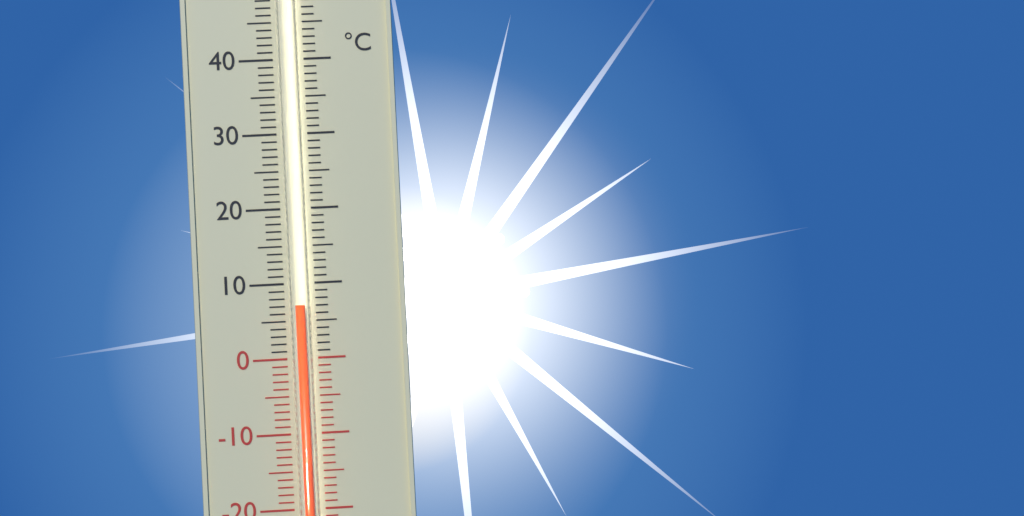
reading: 7 °C
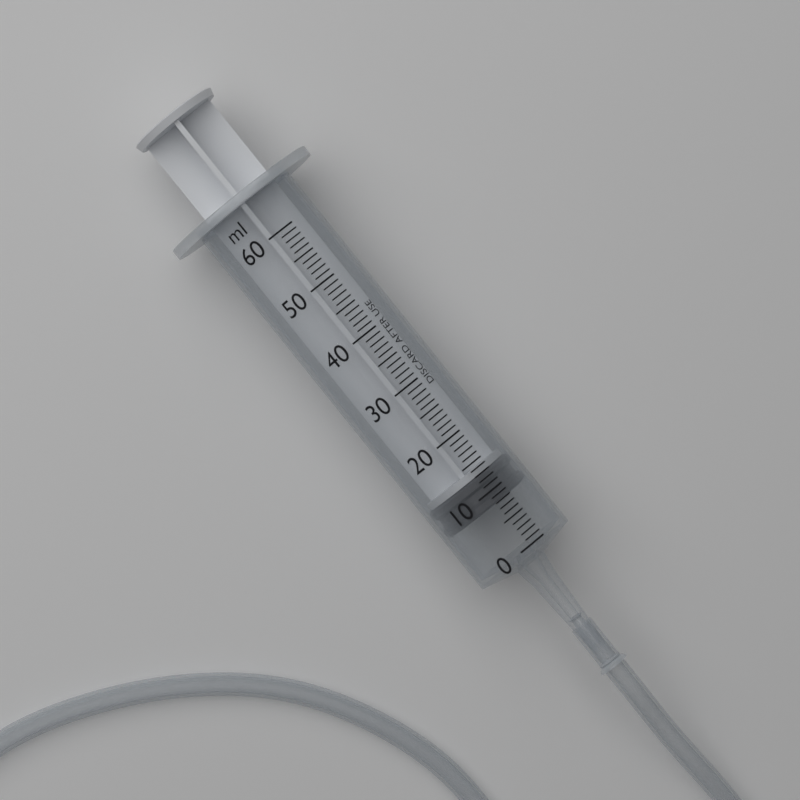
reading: 8 ml
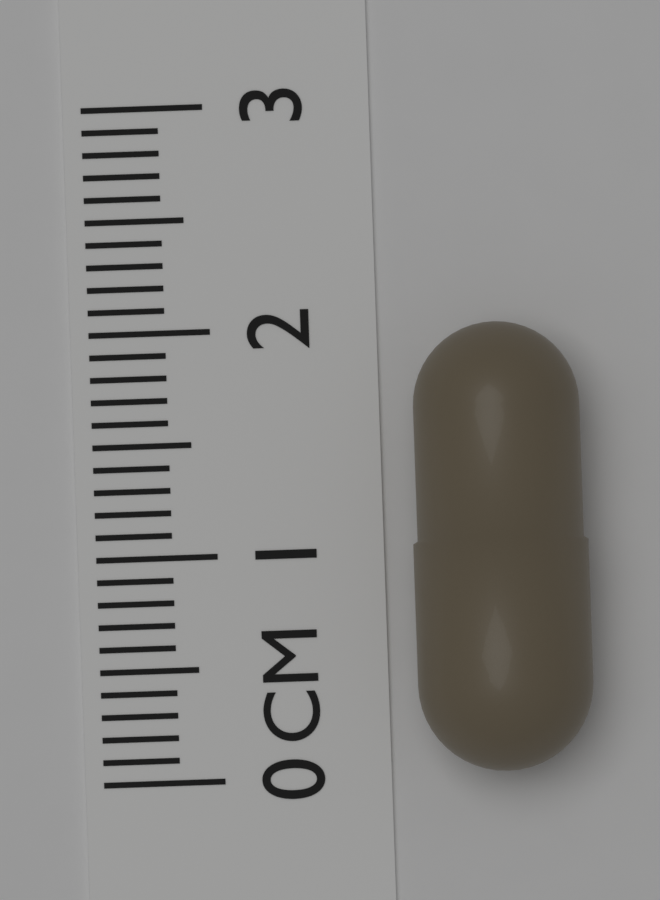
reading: 2.0 cm
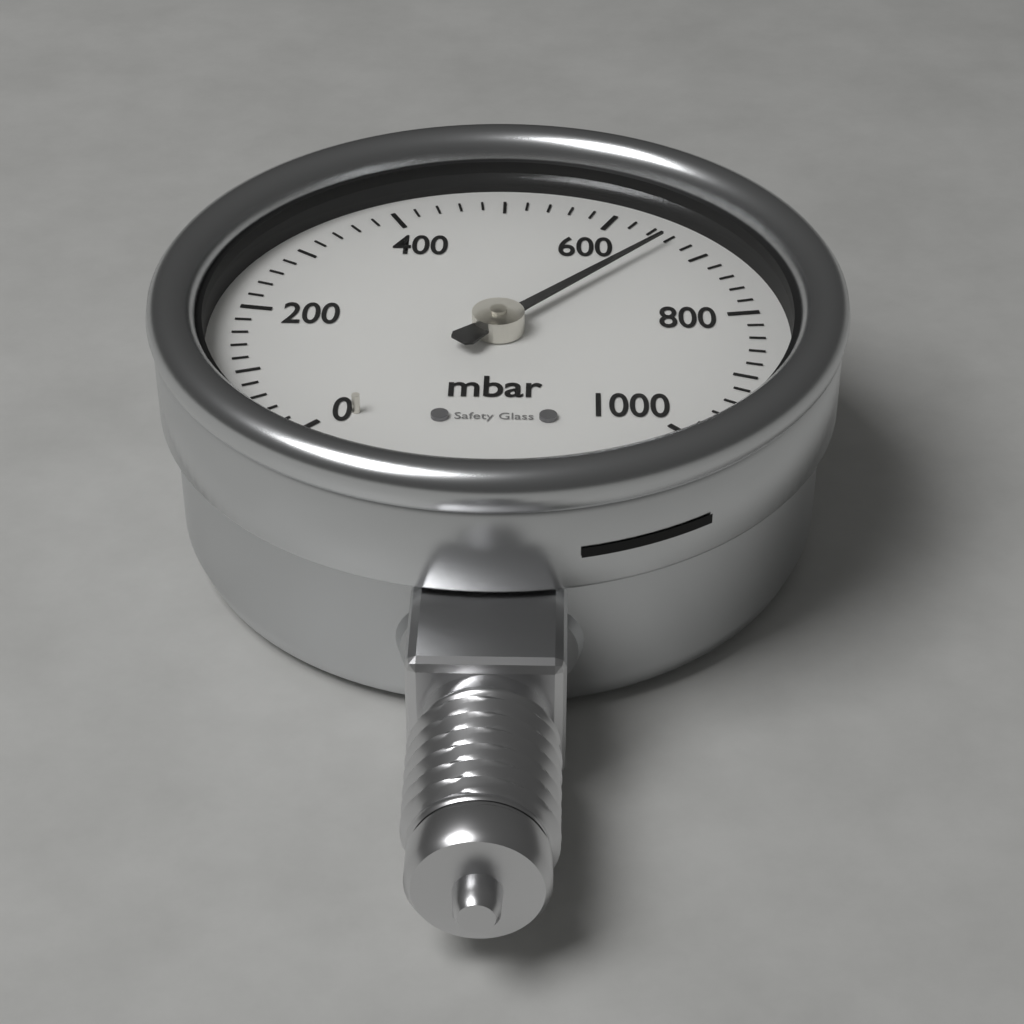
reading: 660 mbar
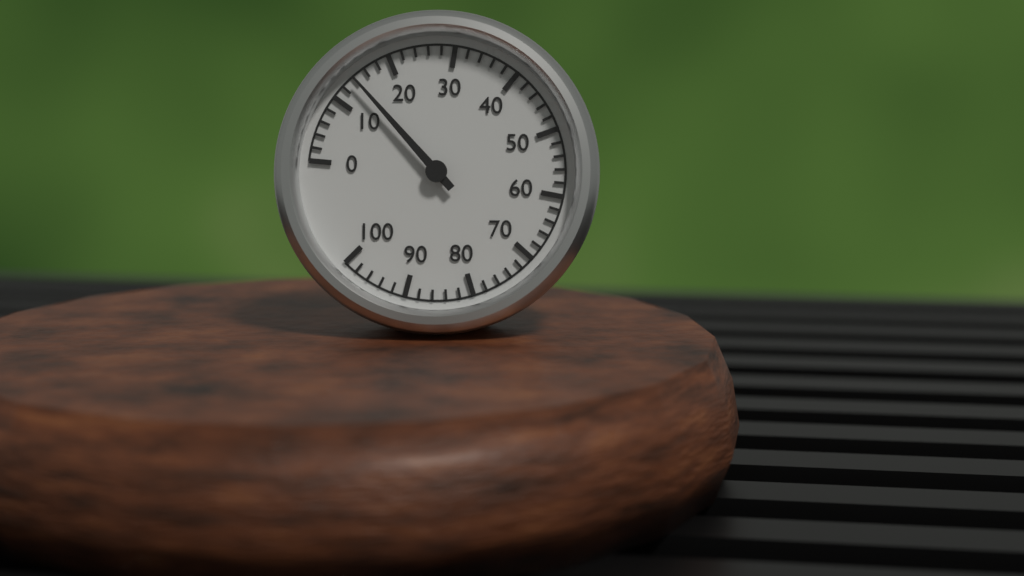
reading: 14 (no unit)
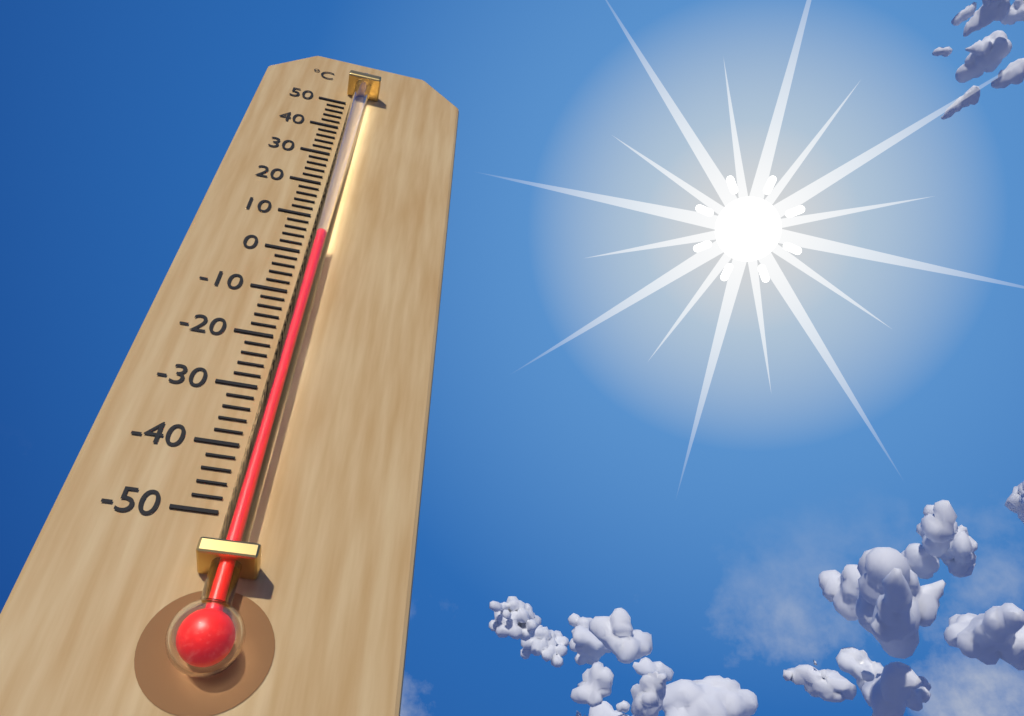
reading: 2 °C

> WHAT THE TASK REQUIRES:
Return the whole listing word for word, minus its pictures.

> SOLUTION FOR THIS TASK:
reading: 7 °C
reading: 8 ml
reading: 2.0 cm
reading: 660 mbar
reading: 14 (no unit)
reading: 2 °C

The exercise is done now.